Extracted records
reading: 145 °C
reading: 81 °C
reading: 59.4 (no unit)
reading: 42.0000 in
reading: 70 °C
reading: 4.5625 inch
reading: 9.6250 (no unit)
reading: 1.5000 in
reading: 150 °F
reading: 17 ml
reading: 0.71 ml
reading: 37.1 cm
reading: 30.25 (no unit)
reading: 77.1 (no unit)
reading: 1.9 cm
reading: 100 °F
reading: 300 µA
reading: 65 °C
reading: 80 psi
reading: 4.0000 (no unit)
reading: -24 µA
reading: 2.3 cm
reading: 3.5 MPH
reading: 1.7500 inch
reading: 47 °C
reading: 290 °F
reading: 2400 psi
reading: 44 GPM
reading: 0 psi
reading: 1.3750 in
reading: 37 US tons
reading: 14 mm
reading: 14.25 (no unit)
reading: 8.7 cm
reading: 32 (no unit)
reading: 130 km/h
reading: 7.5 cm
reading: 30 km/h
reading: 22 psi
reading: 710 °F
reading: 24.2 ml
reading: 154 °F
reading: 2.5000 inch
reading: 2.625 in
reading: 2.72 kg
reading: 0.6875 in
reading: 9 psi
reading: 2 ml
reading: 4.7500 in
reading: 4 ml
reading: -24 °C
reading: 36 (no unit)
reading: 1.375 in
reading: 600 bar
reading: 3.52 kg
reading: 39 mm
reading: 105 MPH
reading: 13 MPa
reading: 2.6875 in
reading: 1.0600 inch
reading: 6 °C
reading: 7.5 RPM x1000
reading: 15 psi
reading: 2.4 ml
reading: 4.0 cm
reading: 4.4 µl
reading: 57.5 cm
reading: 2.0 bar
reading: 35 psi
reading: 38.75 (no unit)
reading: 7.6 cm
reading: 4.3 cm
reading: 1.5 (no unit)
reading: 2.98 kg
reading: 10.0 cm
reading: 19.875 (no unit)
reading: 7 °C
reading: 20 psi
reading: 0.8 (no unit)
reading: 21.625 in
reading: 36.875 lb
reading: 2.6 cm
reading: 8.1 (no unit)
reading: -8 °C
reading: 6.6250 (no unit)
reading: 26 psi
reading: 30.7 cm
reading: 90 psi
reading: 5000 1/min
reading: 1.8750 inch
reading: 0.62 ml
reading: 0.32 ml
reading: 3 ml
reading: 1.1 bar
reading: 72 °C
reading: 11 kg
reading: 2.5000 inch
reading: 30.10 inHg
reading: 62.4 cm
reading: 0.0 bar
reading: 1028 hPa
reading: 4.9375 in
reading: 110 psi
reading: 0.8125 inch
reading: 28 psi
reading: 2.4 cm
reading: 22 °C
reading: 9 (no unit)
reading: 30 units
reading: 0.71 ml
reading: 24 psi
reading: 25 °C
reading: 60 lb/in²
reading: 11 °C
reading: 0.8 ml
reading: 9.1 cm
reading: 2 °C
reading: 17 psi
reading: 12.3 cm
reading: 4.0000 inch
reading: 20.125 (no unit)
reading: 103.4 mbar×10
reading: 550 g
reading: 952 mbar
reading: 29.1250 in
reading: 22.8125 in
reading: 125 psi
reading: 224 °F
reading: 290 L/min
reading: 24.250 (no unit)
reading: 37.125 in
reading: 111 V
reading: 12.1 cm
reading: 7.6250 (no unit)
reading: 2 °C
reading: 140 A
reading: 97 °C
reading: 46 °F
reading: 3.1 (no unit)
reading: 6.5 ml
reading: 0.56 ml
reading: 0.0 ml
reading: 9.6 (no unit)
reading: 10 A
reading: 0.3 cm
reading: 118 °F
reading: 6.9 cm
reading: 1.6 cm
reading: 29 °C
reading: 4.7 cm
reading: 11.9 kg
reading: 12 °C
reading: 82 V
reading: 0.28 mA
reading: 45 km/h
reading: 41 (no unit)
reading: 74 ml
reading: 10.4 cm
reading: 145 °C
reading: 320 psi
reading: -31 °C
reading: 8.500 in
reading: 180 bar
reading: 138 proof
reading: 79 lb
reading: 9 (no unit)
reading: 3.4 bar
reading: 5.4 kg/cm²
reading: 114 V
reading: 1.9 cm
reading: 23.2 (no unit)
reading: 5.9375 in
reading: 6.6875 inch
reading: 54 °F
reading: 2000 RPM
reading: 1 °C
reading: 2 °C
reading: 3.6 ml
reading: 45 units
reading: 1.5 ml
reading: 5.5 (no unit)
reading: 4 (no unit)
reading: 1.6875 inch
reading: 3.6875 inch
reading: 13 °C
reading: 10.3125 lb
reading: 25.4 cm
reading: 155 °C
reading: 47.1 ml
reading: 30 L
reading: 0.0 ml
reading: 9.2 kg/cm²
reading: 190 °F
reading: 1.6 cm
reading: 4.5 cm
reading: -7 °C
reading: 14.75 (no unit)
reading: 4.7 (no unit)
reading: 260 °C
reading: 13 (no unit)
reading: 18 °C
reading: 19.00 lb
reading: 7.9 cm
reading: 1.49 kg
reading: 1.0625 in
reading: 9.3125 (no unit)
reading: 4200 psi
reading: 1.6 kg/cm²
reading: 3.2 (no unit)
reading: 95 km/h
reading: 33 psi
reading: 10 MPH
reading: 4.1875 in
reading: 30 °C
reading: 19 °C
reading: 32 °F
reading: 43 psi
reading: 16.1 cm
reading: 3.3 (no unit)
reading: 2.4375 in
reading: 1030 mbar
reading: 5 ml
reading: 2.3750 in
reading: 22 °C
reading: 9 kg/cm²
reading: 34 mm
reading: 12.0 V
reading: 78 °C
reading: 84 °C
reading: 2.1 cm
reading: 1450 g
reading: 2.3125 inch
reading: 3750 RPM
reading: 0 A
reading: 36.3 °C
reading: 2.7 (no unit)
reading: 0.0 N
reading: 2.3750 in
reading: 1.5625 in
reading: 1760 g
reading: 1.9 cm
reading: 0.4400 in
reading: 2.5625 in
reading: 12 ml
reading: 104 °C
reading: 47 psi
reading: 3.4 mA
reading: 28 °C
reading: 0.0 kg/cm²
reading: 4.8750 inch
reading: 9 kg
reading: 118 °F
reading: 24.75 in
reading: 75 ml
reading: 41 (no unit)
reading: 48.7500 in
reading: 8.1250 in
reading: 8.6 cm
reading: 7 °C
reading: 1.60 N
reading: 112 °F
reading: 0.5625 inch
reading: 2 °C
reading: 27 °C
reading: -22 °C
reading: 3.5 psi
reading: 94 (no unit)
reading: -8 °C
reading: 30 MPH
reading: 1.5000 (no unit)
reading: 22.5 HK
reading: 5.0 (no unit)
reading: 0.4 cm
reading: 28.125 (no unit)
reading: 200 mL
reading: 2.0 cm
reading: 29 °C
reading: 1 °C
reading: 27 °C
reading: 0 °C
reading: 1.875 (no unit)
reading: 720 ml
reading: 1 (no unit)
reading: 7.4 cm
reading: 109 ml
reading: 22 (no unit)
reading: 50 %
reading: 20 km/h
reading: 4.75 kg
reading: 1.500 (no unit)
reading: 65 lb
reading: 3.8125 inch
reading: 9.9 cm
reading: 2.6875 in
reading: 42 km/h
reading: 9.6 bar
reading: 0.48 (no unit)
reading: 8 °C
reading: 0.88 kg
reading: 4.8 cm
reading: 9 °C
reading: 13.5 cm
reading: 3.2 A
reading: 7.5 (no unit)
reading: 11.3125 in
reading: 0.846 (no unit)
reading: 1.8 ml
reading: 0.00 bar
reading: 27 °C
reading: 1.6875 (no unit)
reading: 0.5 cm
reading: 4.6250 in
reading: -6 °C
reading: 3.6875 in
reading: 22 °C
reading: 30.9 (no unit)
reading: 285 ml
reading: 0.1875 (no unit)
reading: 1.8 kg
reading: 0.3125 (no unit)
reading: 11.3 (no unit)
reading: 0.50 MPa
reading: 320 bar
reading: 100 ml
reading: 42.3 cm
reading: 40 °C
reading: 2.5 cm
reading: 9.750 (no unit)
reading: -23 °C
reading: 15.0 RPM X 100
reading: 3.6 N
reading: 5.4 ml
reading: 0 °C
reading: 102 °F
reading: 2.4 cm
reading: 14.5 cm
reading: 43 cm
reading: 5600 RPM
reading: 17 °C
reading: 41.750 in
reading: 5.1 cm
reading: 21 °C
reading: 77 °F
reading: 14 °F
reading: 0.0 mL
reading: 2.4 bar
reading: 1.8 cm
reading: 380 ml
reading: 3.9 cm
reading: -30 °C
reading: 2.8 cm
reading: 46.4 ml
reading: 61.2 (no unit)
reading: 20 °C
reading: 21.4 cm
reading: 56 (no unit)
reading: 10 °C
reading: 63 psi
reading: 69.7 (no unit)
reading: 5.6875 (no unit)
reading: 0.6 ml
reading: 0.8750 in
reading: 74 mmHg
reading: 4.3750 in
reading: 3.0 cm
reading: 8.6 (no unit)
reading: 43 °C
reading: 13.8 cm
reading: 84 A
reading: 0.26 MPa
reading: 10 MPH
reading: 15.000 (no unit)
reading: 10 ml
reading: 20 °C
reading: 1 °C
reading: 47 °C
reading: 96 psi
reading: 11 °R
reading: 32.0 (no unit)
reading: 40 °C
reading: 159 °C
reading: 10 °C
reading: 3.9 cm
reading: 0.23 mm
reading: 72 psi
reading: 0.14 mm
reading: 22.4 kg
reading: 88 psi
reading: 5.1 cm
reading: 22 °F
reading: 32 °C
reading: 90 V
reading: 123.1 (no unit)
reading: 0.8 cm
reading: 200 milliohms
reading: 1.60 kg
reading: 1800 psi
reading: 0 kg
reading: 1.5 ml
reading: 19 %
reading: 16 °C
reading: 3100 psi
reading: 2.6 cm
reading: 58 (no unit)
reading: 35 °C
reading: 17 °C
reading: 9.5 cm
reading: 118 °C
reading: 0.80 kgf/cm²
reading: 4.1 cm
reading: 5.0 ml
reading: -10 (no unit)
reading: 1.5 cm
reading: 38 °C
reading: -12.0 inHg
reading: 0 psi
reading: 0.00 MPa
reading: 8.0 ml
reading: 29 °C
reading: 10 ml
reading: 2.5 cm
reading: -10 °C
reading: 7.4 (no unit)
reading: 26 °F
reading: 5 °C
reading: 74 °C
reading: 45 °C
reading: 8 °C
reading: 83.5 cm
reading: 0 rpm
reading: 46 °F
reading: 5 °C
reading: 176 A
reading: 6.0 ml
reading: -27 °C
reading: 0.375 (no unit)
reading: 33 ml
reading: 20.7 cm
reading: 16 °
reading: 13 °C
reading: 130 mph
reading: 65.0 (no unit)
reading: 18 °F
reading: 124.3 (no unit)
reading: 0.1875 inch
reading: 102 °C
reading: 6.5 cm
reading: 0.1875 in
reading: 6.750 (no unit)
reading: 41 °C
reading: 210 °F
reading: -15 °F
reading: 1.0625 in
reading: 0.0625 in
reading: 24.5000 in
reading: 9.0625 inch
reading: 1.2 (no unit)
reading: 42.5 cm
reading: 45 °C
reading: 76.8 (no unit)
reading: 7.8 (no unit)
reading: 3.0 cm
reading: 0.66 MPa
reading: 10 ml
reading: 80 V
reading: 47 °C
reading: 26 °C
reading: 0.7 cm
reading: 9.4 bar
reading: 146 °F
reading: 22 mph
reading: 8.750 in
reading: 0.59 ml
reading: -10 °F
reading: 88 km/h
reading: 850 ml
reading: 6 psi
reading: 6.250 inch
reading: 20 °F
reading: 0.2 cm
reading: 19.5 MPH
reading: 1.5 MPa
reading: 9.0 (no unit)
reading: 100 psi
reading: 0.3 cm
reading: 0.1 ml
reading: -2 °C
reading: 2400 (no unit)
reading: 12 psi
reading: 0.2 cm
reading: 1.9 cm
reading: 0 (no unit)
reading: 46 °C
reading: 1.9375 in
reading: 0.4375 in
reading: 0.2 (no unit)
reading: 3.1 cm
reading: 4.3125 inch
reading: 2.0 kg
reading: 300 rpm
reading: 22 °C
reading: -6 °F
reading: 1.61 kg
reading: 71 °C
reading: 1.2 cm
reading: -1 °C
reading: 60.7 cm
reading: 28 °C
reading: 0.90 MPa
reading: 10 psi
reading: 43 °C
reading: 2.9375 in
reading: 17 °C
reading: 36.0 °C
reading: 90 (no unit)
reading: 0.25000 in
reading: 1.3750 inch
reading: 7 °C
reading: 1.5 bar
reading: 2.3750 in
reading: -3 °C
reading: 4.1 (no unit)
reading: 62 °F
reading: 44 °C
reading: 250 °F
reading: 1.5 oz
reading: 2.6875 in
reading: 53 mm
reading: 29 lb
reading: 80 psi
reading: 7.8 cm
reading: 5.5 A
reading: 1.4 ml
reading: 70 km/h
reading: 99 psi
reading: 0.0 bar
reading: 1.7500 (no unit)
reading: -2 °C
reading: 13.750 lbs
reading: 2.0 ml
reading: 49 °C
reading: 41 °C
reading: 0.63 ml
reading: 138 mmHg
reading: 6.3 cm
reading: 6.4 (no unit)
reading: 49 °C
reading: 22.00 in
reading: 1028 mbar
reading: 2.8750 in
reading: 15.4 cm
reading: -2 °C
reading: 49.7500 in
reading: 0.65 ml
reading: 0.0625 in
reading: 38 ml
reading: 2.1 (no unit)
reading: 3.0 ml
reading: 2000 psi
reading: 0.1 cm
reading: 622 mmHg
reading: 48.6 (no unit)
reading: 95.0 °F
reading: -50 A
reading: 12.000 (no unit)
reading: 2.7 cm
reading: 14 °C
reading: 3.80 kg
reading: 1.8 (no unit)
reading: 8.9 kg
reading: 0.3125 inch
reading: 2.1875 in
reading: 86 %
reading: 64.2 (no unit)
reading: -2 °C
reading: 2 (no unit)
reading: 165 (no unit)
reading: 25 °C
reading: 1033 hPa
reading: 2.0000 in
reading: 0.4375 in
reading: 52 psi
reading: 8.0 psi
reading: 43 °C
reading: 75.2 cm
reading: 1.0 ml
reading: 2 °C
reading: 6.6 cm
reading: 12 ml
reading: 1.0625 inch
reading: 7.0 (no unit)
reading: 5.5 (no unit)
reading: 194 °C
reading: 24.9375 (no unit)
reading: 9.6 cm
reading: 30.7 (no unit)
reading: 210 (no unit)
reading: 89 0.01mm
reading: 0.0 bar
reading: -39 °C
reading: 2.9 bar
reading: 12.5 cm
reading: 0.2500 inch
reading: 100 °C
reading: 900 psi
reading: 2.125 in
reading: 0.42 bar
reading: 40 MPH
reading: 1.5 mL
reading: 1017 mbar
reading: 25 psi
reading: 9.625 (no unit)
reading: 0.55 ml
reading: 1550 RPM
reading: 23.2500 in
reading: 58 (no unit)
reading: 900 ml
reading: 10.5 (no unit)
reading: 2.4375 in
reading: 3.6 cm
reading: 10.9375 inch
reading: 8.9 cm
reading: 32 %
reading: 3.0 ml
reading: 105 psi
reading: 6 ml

ASSIGNED TASK: Please write out, exactly as they appear above, only the lines in the stretch from the line with "reading: 10.4 cm" through the line with "reading: 155 °C".

RESULT:
reading: 10.4 cm
reading: 145 °C
reading: 320 psi
reading: -31 °C
reading: 8.500 in
reading: 180 bar
reading: 138 proof
reading: 79 lb
reading: 9 (no unit)
reading: 3.4 bar
reading: 5.4 kg/cm²
reading: 114 V
reading: 1.9 cm
reading: 23.2 (no unit)
reading: 5.9375 in
reading: 6.6875 inch
reading: 54 °F
reading: 2000 RPM
reading: 1 °C
reading: 2 °C
reading: 3.6 ml
reading: 45 units
reading: 1.5 ml
reading: 5.5 (no unit)
reading: 4 (no unit)
reading: 1.6875 inch
reading: 3.6875 inch
reading: 13 °C
reading: 10.3125 lb
reading: 25.4 cm
reading: 155 °C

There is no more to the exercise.